Chemistry textbooks as we know it are officially out of date, as four new elements will soon be added to the periodic table.
Elements 113, 115, 117 and 118 have formally been recognized by the International Union of Pure and Applied Chemistry (IUPAC), the U.S.-based world authority on chemistry. The organization’s announcement on December 30 means the seventh row of the periodic table is finally complete.
It’s the first time the table has been updated since 2011, when elements 114 (Flerovium) and 116 (Livermorium) were added. Devised by Russian chemist Dmitri Mendeleev in 1869, the table categorizes chemical elements according to their atomic number.
“The chemistry community is eager to see its most cherished table finally being completed down to the seventh row,” said Jan Reedijk, president of the Inorganic Chemistry Division of IUPAC, in a statement.
“IUPAC has now initiated the process of formalizing names and symbols for these elements temporarily named as ununtrium, (Uut or element 113), ununpentium (Uup, element 115), ununseptium (Uus, element 117), and ununoctium (Uuo, element 118).”
A Russian-American team at the Joint Institute for Nuclear Research in Dubna and Lawrence Livermore National Laboratory in California discovered elements 115, 117 and 118, while Japanese researchers were credited for discovering element 113.
All four elements are not found in nature, and were synthetically created in laboratories. Until now, these elements had temporary names and symbols on the periodic table as their existence was hard to prove. Since they decay extremely quickly, scientists found it difficult to reproduce them more than once.
Japanese researchers said their search for element 113 began by “bombarding a thin layer of bismuth with zinc ions travelling at about 10% the speed of light.” By doing so, they would theoretically fuse, forming an atom of element 113.
“For over seven years we continued to search for data conclusively identifying element 113, but we just never saw another event. I was not prepared to give up, however, as I believed that one day, if we persevered, luck would fall upon us again,” said Kosuke Morita, the lead researcher at Japan’s RIKEN group.
“Now that we have conclusively demonstrated the existence of element 113, we plan to look to the uncharted territory of element 119 and beyond.”
With the discovery process now over, researchers have another tricky task at hand: coming up with permanent names and symbols for the elements.
According to the IUPAC, new elements can be named after a mythological concept, a mineral, a place or country, a property or a scientist.
After the proposed names are submitted, they will be open for public review for five months before the organization makes a final decision.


== ABOUT THIS TASK ==
Please count, in the material below, each line containing "voltage", and report only the number.

-- -- --

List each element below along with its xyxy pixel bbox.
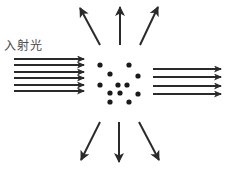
scattered-arrow-down-right-icon (139, 122, 159, 160)
scattered-arrow-down-left-icon (81, 122, 100, 160)
incident-arrows (14, 59, 84, 91)
scattered-arrow-up-left-icon (80, 8, 100, 45)
particle-dot (107, 99, 112, 104)
particle-dot (97, 62, 102, 67)
particle-dot (126, 62, 131, 67)
particle-dot (107, 71, 112, 76)
particle-dot (135, 73, 140, 78)
particle-dot (117, 90, 122, 95)
particle-dot (126, 99, 131, 104)
particle-dot (97, 82, 102, 87)
particle-dot (124, 82, 129, 87)
particle-dot (115, 82, 120, 87)
particle-dot (107, 90, 112, 95)
scattered-arrow-up-right-icon (140, 7, 158, 45)
scattering-particles (97, 62, 140, 104)
transmitted-arrows (153, 69, 221, 94)
particle-dot (135, 91, 140, 96)
diagram-canvas (0, 0, 225, 176)
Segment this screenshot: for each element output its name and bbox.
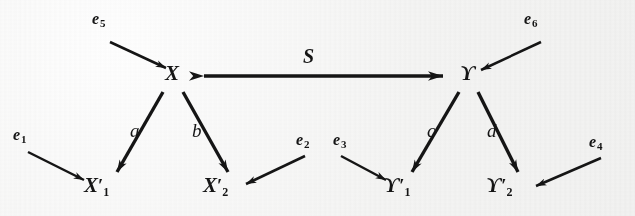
node-Y-label: ϒ xyxy=(460,61,475,85)
node-X2-prime-subscript: 2 xyxy=(222,185,228,199)
external-edge-e1 xyxy=(28,152,84,180)
external-label-e5-subscript: 5 xyxy=(100,17,106,29)
node-Y1-prime-base: ϒ xyxy=(384,173,399,197)
node-X-label: X xyxy=(165,61,179,85)
node-X2-prime: X′2 xyxy=(203,175,228,198)
node-X2-prime-base: X xyxy=(203,173,217,197)
node-Y2-prime: ϒ′2 xyxy=(486,175,513,198)
external-label-e4: e4 xyxy=(589,134,603,152)
external-label-e5-base: e xyxy=(92,10,99,27)
edge-d xyxy=(478,92,518,172)
node-Y: ϒ xyxy=(460,63,475,84)
external-label-e1-base: e xyxy=(13,126,20,143)
external-edge-e4 xyxy=(536,158,601,186)
external-label-e4-subscript: 4 xyxy=(597,140,603,152)
edge-b xyxy=(183,92,228,172)
external-label-e5: e5 xyxy=(92,11,106,29)
edge-a xyxy=(117,92,163,172)
edge-label-d: d xyxy=(487,121,497,140)
node-Y1-prime: ϒ′1 xyxy=(384,175,411,198)
external-edge-e5 xyxy=(110,42,166,68)
edge-label-c: c xyxy=(427,121,435,140)
external-label-e2-base: e xyxy=(296,131,303,148)
diagram-canvas: X ϒ X′1 X′2 ϒ′1 ϒ′2 S a b c d e1 e2 e3 e… xyxy=(0,0,635,216)
external-label-e6: e6 xyxy=(524,11,538,29)
edge-label-b: b xyxy=(192,121,202,140)
node-X1-prime-subscript: 1 xyxy=(103,185,109,199)
node-X: X xyxy=(165,63,179,84)
external-label-e4-base: e xyxy=(589,133,596,150)
external-label-e2-subscript: 2 xyxy=(304,138,310,150)
external-label-e3: e3 xyxy=(333,132,347,150)
external-label-e6-subscript: 6 xyxy=(532,17,538,29)
node-Y1-prime-subscript: 1 xyxy=(405,185,411,199)
external-label-e1-subscript: 1 xyxy=(21,133,27,145)
node-X1-prime-base: X xyxy=(84,173,98,197)
external-edge-e6 xyxy=(481,42,541,70)
external-edge-e3 xyxy=(341,156,386,180)
edge-c xyxy=(412,92,459,172)
node-Y2-prime-subscript: 2 xyxy=(507,185,513,199)
node-X1-prime: X′1 xyxy=(84,175,109,198)
external-edge-e2 xyxy=(246,156,305,184)
external-label-e6-base: e xyxy=(524,10,531,27)
external-label-e3-subscript: 3 xyxy=(341,138,347,150)
external-label-e3-base: e xyxy=(333,131,340,148)
edge-label-S: S xyxy=(303,46,314,66)
node-Y2-prime-base: ϒ xyxy=(486,173,501,197)
external-label-e2: e2 xyxy=(296,132,310,150)
edge-label-a: a xyxy=(130,121,140,140)
external-label-e1: e1 xyxy=(13,127,27,145)
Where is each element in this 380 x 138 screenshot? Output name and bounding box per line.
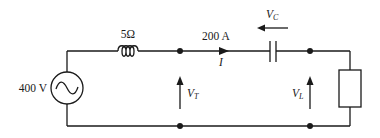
ac-source-icon: [51, 72, 83, 104]
load-resistor-icon: [339, 70, 361, 107]
capacitor-icon: [270, 41, 276, 62]
load-voltage-label: VL: [292, 87, 304, 101]
terminal-voltage-label: VT: [187, 87, 199, 101]
circuit-svg: 400 V 5Ω 200 A I VC: [0, 0, 380, 138]
current-arrow-icon: [219, 47, 229, 55]
node-terminal-bottom: [177, 123, 183, 129]
current-symbol-label: I: [218, 56, 224, 68]
circuit-diagram: 400 V 5Ω 200 A I VC: [0, 0, 380, 138]
node-terminal-top: [177, 48, 183, 54]
current-value-label: 200 A: [202, 30, 230, 42]
load-voltage-arrowhead-icon: [307, 76, 314, 85]
source-voltage-label: 400 V: [19, 82, 48, 94]
node-load-top: [307, 48, 313, 54]
capacitor-voltage-arrowhead-icon: [257, 25, 265, 32]
node-load-bottom: [307, 123, 313, 129]
inductor-icon: [118, 46, 138, 57]
terminal-voltage-arrowhead-icon: [177, 76, 184, 85]
inductor-impedance-label: 5Ω: [121, 28, 135, 40]
capacitor-voltage-label: VC: [266, 8, 279, 22]
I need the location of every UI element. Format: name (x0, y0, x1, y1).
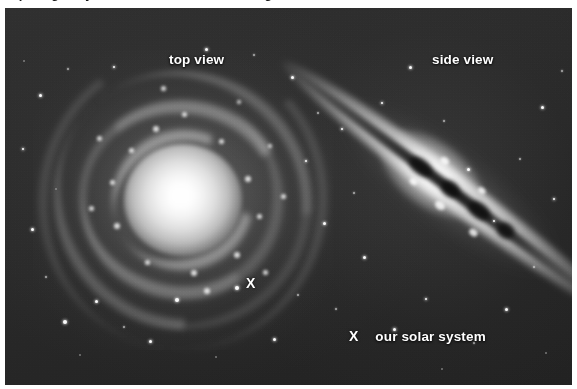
solar-system-marker-top-view: X (246, 276, 255, 290)
label-top-view: top view (169, 52, 224, 67)
solar-system-legend: X our solar system (349, 329, 486, 344)
label-our-solar-system: our solar system (375, 329, 485, 344)
figure-page: a spiral galaxy seen from two different … (0, 0, 577, 389)
clipped-caption-text: a spiral galaxy seen from two different … (0, 0, 291, 1)
clipped-caption-above-figure: a spiral galaxy seen from two different … (0, 0, 577, 6)
label-side-view: side view (432, 52, 493, 67)
solar-system-marker-side-view: X (349, 329, 358, 343)
galaxy-photograph: top view side view X X our solar system (5, 8, 572, 385)
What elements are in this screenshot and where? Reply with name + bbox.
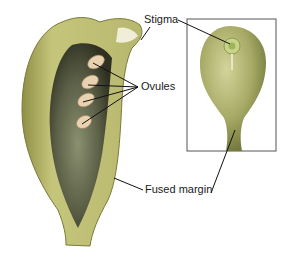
inset-whole-carpel <box>187 19 276 151</box>
carpel-cross-section <box>22 18 142 247</box>
label-ovules: Ovules <box>141 81 175 92</box>
label-stigma: Stigma <box>144 14 178 25</box>
carpel-illustration <box>0 0 286 255</box>
label-fused-margin: Fused margin <box>145 184 212 195</box>
fused-margin-leader-left <box>114 178 143 190</box>
diagram-canvas: Stigma Ovules Fused margin <box>0 0 286 255</box>
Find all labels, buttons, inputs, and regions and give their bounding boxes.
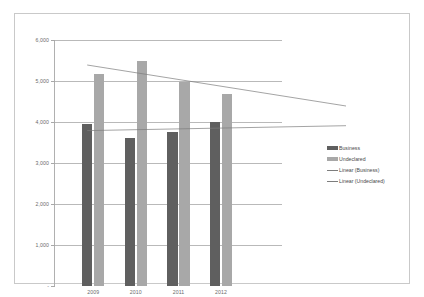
- chart-legend: Business Undeclared Linear (Business) Li…: [327, 142, 419, 186]
- legend-line-undeclared-icon: [327, 179, 338, 183]
- bar-business-2012[interactable]: [210, 122, 221, 286]
- gridline: [54, 81, 282, 82]
- y-axis-tick-label: 2,000: [36, 201, 49, 207]
- bar-business-2011[interactable]: [167, 132, 178, 286]
- legend-label-business: Business: [339, 145, 360, 151]
- legend-item-business[interactable]: Business: [327, 142, 419, 153]
- legend-label-linear-undeclared: Linear (Undeclared): [339, 178, 385, 184]
- y-axis-tick: [51, 204, 55, 205]
- y-axis-tick-label: 3,000: [36, 160, 49, 166]
- legend-item-undeclared[interactable]: Undeclared: [327, 153, 419, 164]
- chart-container: -1,0002,0003,0004,0005,0006,000 20092010…: [0, 0, 424, 297]
- legend-swatch-business-icon: [327, 146, 338, 150]
- plot-area: -1,0002,0003,0004,0005,0006,000 20092010…: [54, 40, 282, 286]
- bar-undeclared-2011[interactable]: [179, 82, 190, 286]
- bar-business-2009[interactable]: [82, 124, 93, 286]
- legend-line-business-icon: [327, 168, 338, 172]
- trendline-undeclared[interactable]: [87, 65, 346, 106]
- y-axis-tick-label: 1,000: [36, 242, 49, 248]
- legend-item-linear-business[interactable]: Linear (Business): [327, 164, 419, 175]
- y-axis-tick: [51, 122, 55, 123]
- legend-label-undeclared: Undeclared: [339, 156, 366, 162]
- bar-undeclared-2009[interactable]: [94, 74, 105, 286]
- y-axis-tick-label: -: [47, 283, 49, 289]
- y-axis-tick-label: 5,000: [36, 78, 49, 84]
- x-axis-label-2012: 2012: [215, 289, 227, 295]
- y-axis-tick: [51, 286, 55, 287]
- y-axis-tick-label: 6,000: [36, 37, 49, 43]
- y-axis-tick: [51, 81, 55, 82]
- bar-undeclared-2012[interactable]: [222, 94, 233, 286]
- chart-frame: -1,0002,0003,0004,0005,0006,000 20092010…: [14, 13, 410, 284]
- x-axis-label-2010: 2010: [130, 289, 142, 295]
- legend-item-linear-undeclared[interactable]: Linear (Undeclared): [327, 175, 419, 186]
- y-axis-tick: [51, 163, 55, 164]
- gridline: [54, 40, 282, 41]
- x-axis-label-2011: 2011: [173, 289, 185, 295]
- y-axis-tick: [51, 40, 55, 41]
- legend-label-linear-business: Linear (Business): [339, 167, 379, 173]
- y-axis-tick: [51, 245, 55, 246]
- bar-undeclared-2010[interactable]: [137, 61, 148, 286]
- legend-swatch-undeclared-icon: [327, 157, 338, 161]
- y-axis-tick-label: 4,000: [36, 119, 49, 125]
- bar-business-2010[interactable]: [125, 138, 136, 286]
- x-axis-label-2009: 2009: [87, 289, 99, 295]
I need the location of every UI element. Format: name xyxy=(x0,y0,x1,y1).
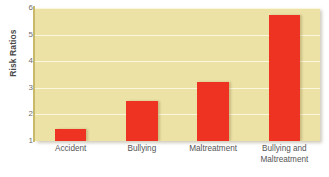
bar xyxy=(55,129,86,141)
y-axis-title: Risk Ratios xyxy=(8,18,18,88)
gridline xyxy=(35,8,320,9)
x-axis-label-line: Maltreatment xyxy=(178,144,249,155)
x-axis-label: Accident xyxy=(35,144,106,155)
y-tick-label: 2 xyxy=(20,110,33,118)
plot-area xyxy=(35,8,320,141)
y-tick-label: 6 xyxy=(20,4,33,12)
y-tick-label: 5 xyxy=(20,31,33,39)
bar xyxy=(269,15,300,141)
x-axis-label: Bullying xyxy=(106,144,177,155)
y-tick-label: 4 xyxy=(20,57,33,65)
x-axis-label-line: Bullying and xyxy=(249,144,320,155)
y-tick-label: 1 xyxy=(20,137,33,145)
x-axis-label-line: Accident xyxy=(35,144,106,155)
y-tick-label: 3 xyxy=(20,84,33,92)
y-axis-line xyxy=(33,6,35,142)
x-axis-label-line: Bullying xyxy=(106,144,177,155)
bar-chart: Risk Ratios 123456 AccidentBullyingMaltr… xyxy=(0,0,329,177)
x-axis-category-labels: AccidentBullyingMaltreatmentBullying and… xyxy=(35,144,320,177)
x-axis-label: Maltreatment xyxy=(178,144,249,155)
y-axis-tick-labels: 123456 xyxy=(20,8,33,141)
x-axis-label: Bullying andMaltreatment xyxy=(249,144,320,165)
bar xyxy=(126,101,157,141)
bar xyxy=(197,82,228,141)
x-axis-label-line: Maltreatment xyxy=(249,155,320,166)
plot-inner xyxy=(35,8,320,141)
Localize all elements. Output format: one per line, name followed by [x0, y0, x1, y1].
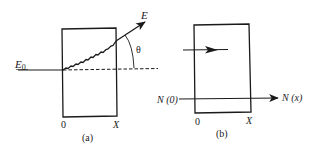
- angle-label: θ: [136, 44, 141, 55]
- incident-label: E0: [14, 58, 26, 72]
- exit-beam-arrow: [116, 22, 145, 41]
- left-boundary-label-a: 0: [61, 119, 66, 130]
- left-boundary-label-b: 0: [195, 116, 200, 127]
- output-label: N (x): [281, 92, 303, 104]
- slab-box-a: [62, 28, 117, 117]
- angle-arc: [125, 35, 134, 68]
- exit-label: E: [140, 9, 148, 21]
- right-boundary-label-a: X: [112, 119, 120, 130]
- slab-box-b: [194, 24, 251, 113]
- input-label: N (0): [156, 94, 179, 106]
- caption-a: (a): [82, 132, 93, 144]
- caption-b: (b): [216, 128, 228, 140]
- panel-a: E0 E θ 0 X (a): [14, 9, 158, 144]
- panel-b: N (0) N (x) 0 X (b): [156, 24, 303, 140]
- internal-flux-arrow: [183, 50, 228, 51]
- dashed-reference-line: [63, 69, 158, 71]
- transmitted-beam-arrow: [179, 98, 278, 99]
- right-boundary-label-b: X: [245, 115, 253, 126]
- diagram-canvas: E0 E θ 0 X (a) N (0) N (x) 0 X (b): [0, 0, 316, 153]
- scattered-path: [63, 41, 116, 70]
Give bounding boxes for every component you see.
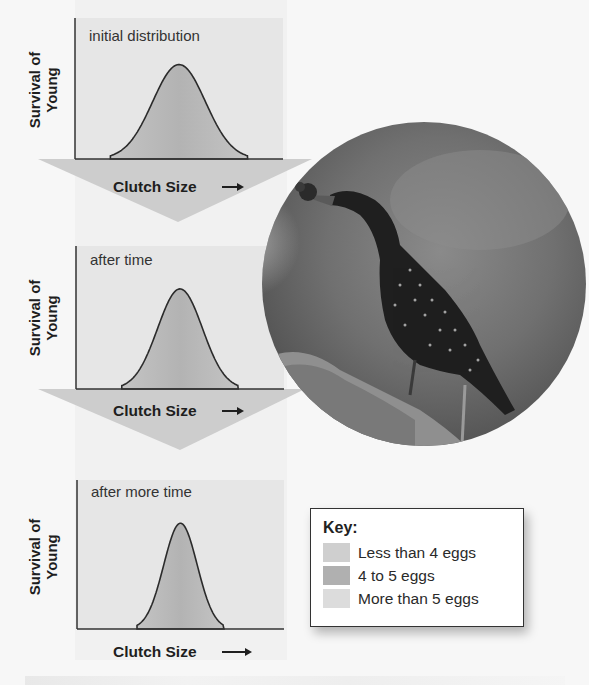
legend-swatch bbox=[323, 566, 350, 585]
chart-title: after more time bbox=[91, 483, 192, 500]
legend-title: Key: bbox=[323, 519, 511, 537]
charts-group: initial distributionClutch SizeSurvival … bbox=[26, 18, 284, 660]
legend-item-4-to-5: 4 to 5 eggs bbox=[323, 564, 511, 587]
x-axis-label: Clutch Size bbox=[113, 402, 197, 419]
legend-swatch bbox=[323, 589, 350, 608]
y-axis-label: Survival ofYoung bbox=[26, 51, 60, 129]
legend-label: More than 5 eggs bbox=[358, 590, 479, 608]
x-axis-label: Clutch Size bbox=[113, 643, 197, 660]
cropped-caption bbox=[25, 676, 565, 685]
chart-title: after time bbox=[90, 251, 153, 268]
y-axis-label: Survival ofYoung bbox=[26, 518, 60, 596]
legend-key: Key: Less than 4 eggs 4 to 5 eggs More t… bbox=[310, 508, 524, 627]
legend-label: 4 to 5 eggs bbox=[358, 567, 435, 585]
y-axis-label: Survival ofYoung bbox=[26, 279, 60, 357]
legend-swatch bbox=[323, 543, 350, 562]
legend-item-less-than-4: Less than 4 eggs bbox=[323, 541, 511, 564]
chart-title: initial distribution bbox=[89, 27, 200, 44]
x-axis-label: Clutch Size bbox=[113, 178, 197, 195]
legend-item-more-than-5: More than 5 eggs bbox=[323, 587, 511, 610]
legend-label: Less than 4 eggs bbox=[358, 544, 476, 562]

-- -- --

== OUTPUT ==
7